The problem lies in the marketing of the production, which mentions absolutely nothing about the unique religious and political movement that drives the show, and without which the show would never have been conceived. In this way, the promoters and creators of “Shen Yun,” who have picked up a reputation for misrepresentation and deception over the years, have adopted the questionable propagandist tactics of the very government they criticize in their productions. My repeated requests to interview a member of the company, or anyone associated with the production, were declined – a further indication of the group’s tight message control.

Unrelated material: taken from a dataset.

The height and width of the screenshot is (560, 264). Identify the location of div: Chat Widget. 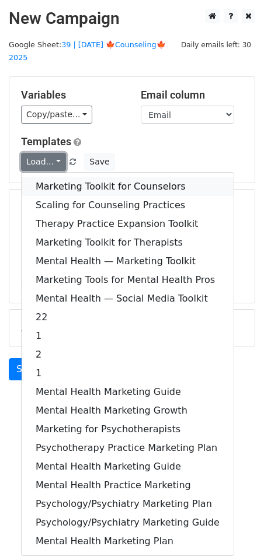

These techniques include a “newspaper,” The Epoch Times, which is little more than a mouthpiece for Falun Gong. The Buffalo edition of the publication contains nothing but gleamingly positive coverage of “Shen Yun.” Look up “Shen Yun” in Google News and most of what comes back are articles from various international editions of the so-called newspaper extolling the virtues of the company. This shock-and-awe onslaught of positive articles is presumably meant to drown out investigative pieces about the group that have appeared in reputable news sources such as The New York Times, the Toronto Star and The Guardian, whose dance critic called a 2008 “Shen Yun” production “all too weird a mix of propaganda and bling.”

Perhaps the creators of “Shen Yun” are so put off by the traumatic experiences of their past that they think the mere mention of Falun Gong will send potential audience members running. But their solution, far from engaging in an honest conversation with the public about the spiritual movement they seek to promote, is to wait until the audience is already in the seats to clue them in to the production’s spiritual and political agenda.

If the Chinese expatriates of Falun Gong, who have been so mistreated at the hands of their former government, want to share their worthy and fascinating story with a broad international audience, the duplicitous techniques of propaganda are not the way to go.

A more daring and effective approach might be simply to tell the truth.